I squirmed as Devin named the figure he’d promised me and the conditions for earning it. Angel didn’t flicker an eyelid. “Is sex part of the deal?”
I forgot my own awkwardness as I was gifted, for the first time, with the sight of Devin profoundly uncomfortable. “It’s… not out of the question.”
“Right.” Angel produced a pair of glasses and slipped them on. “Well, I think we’ve got enough to go by now.”
“I don’t know why you were so worried about your mother,” I spoke up once we were on the road, with an electronic key to an apartment elsewhere in the city in our possession. An apartment of my own? Well, I probably wouldn’t be able to redecorate or anything, but if I wanted to watch TV all night, play my music loudly… walk around naked… well, it would be very different to being in my parents’ house, that was for sure. “She was surprisingly friendly. Especially given all that weird stuff we had to discuss with her.”
“You’re cute,” said Devin. “You actually think that went well.”
“She agreed to support the whole wedding scheme, didn’t she? Gave me a place to stay? Was there something else we were trying to achieve back there you didn’t bother to let me in on?”
“There are short-term goals here and longer-term goals, Julia. So she decided to give us everything we wanted today, but… in the grander scale of things, she’s going to have her own ideas of what she wants.”
“I think you’re just trying to be all dramatic and make out like your mother is so bad when she’s pretty cool,” I told him. “I could never imagine my parents being that generous, especially if I came to them with a new son-in-law all of a sudden.”
“Yes, I noticed your parents are not fans of your new life direction,” Devin said. “But I suggest you should assume in future that the people you meet have very little in common with your parents and the way they choose to conduct their affairs.”
He stopped the car outside another set of apartment buildings that had the same vibe of hotel luxury as the one his mother lived in. I felt much less nervous walking in knowing there was nobody new to confront at the other end of this journey.
The place the key unlocked was smaller than Angel’s place, but that just made the luxury jump out all the more. The colour scheme was gleaming black and white: sleek, expensive. White couches, black kitchen countertop, black appliances. The single splash of colour came from a painting on one of the white walls, an abstract rainbow splashed onto the unframed canvas. It made a powerful statement.
Devin brought in my little bag of things and a bag of basic groceries he’d stopped to pick up from a cornerstore, shut the door behind him, and moved further into the main room, perfectly matching this world in his suit. As did I, I supposed, dressed for my own funeral.
I realised something then that I hadn’t anticipated: Devin wasn’t planning to just bid me good day and head off into the sunset. He was going to stay here just as he’d stayed with me at my parents’ house… and I had the option of not getting myself drunk tonight.

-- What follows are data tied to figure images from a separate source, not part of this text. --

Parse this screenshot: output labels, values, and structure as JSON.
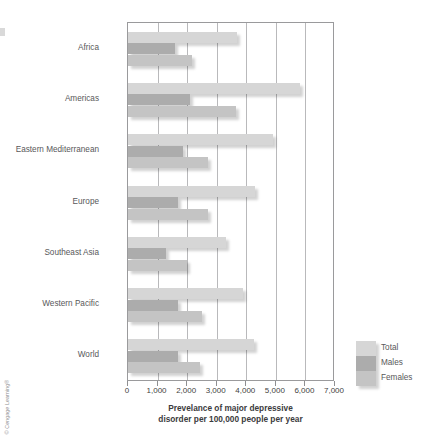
{
  "copyright": {
    "text": "© Cengage Learning®"
  },
  "chart_data": {
    "type": "bar",
    "orientation": "horizontal",
    "title": "",
    "xlabel": "Prevelance of major depressive disorder per 100,000 people per year",
    "xlabel_line1": "Prevelance of major depressive",
    "xlabel_line2": "disorder per 100,000 people per year",
    "ylabel": "",
    "xlim": [
      0,
      7000
    ],
    "xticks": [
      0,
      1000,
      2000,
      3000,
      4000,
      5000,
      6000,
      7000
    ],
    "xtick_labels": [
      "0",
      "1,000",
      "2,000",
      "3,000",
      "4,000",
      "5,000",
      "6,000",
      "7,000"
    ],
    "grid": true,
    "grid_axis": "x",
    "legend_position": "right-bottom-outside",
    "categories": [
      "Africa",
      "Americas",
      "Eastern Mediterranean",
      "Europe",
      "Southeast Asia",
      "Western Pacific",
      "World"
    ],
    "series": [
      {
        "name": "Total",
        "color": "#d6d6d6",
        "values": [
          3700,
          5800,
          4900,
          4300,
          3300,
          3900,
          4250
        ]
      },
      {
        "name": "Males",
        "color": "#acacac",
        "values": [
          1600,
          2100,
          1850,
          1700,
          1300,
          1700,
          1700
        ]
      },
      {
        "name": "Females",
        "color": "#c4c4c4",
        "values": [
          2150,
          3650,
          2700,
          2700,
          2000,
          2500,
          2450
        ]
      }
    ]
  },
  "legend": {
    "items": [
      {
        "label": "Total",
        "key": "total"
      },
      {
        "label": "Males",
        "key": "males"
      },
      {
        "label": "Females",
        "key": "females"
      }
    ]
  }
}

I was probably in a lot of trouble.
Chapter Eleven
“Am I supposed to believe you are shy?”
I was so startled by Devin’s voice out of nowhere I dropped the capsicum I’d been fidgeting with. It rolled across the bench, and Devin caught it with one hand while he continued dicing its unlucky sibling with the other.
“I guess you wouldn’t,” I admitted, “but if any situation was going to make me feel that way… I mean, we’ve gone from you having me dragged out of bed to trying to cook with me?”
“You’ve got to roll with the challenges life presents you sometimes, Julia,” said Devin, rolling the second capsicum into the path of his knife.
“Are you talking about me here or you?”
“Both of us, for once.” His expression visibly dulled. It struck me then just how much more animated he had become since we had first met. It was just a handful of hours but there was someone behind the mafia man front he was slowly letting me see, whether by choice or unconsciously I did not know.
It actually bothered me to see that man disappearing again. It was messing with my head. Now, my primary thought when I looked at Devin was how smooth he was with that knife, how much damage he could probably do to another human with that thing.
“Can I help?” I asked.
Devin pointed me to a cupboard. “Electric frying pan in there somewhere, oil it up and start piling food in.”
I was a pro at preparing breakfast for myself, but this level of cooking, with cutting things up and heating them and mixing them with oil, was beyond me. How was it that someone whose family had residences just lying around fully-furnished waiting for someone to step in could cook?
I scrambled for something to say to keep him from noticing my fumbling with the cap of the oil bottle. “I… Did your mother teach you to cook?”
So much for a diversion from the situation at hand.
Devin frowned at me as he turned his attention to the chicken he’d purchased earlier. “This isn’t really cooking, Julia. I know it fits the definition for the average individual—or the above-average individual around here—but that is a misconception. This is no more than you could learn to do by reading the instructions off the back of a packet: true culinary art demands time and attention.”
I couldn’t decide if I was more or less afraid that he would be judging me for my inability to pour oil without spilling it on myself. “Whatever you say.”
Devin sighed. “I take it everything you experienced during our restaurant meal last night was completely lost on you.” He stepped over to the frying pan I had prepared with his cutting board of chicken, and put it down fast. “Julia, are you hoping to deep-fry something?”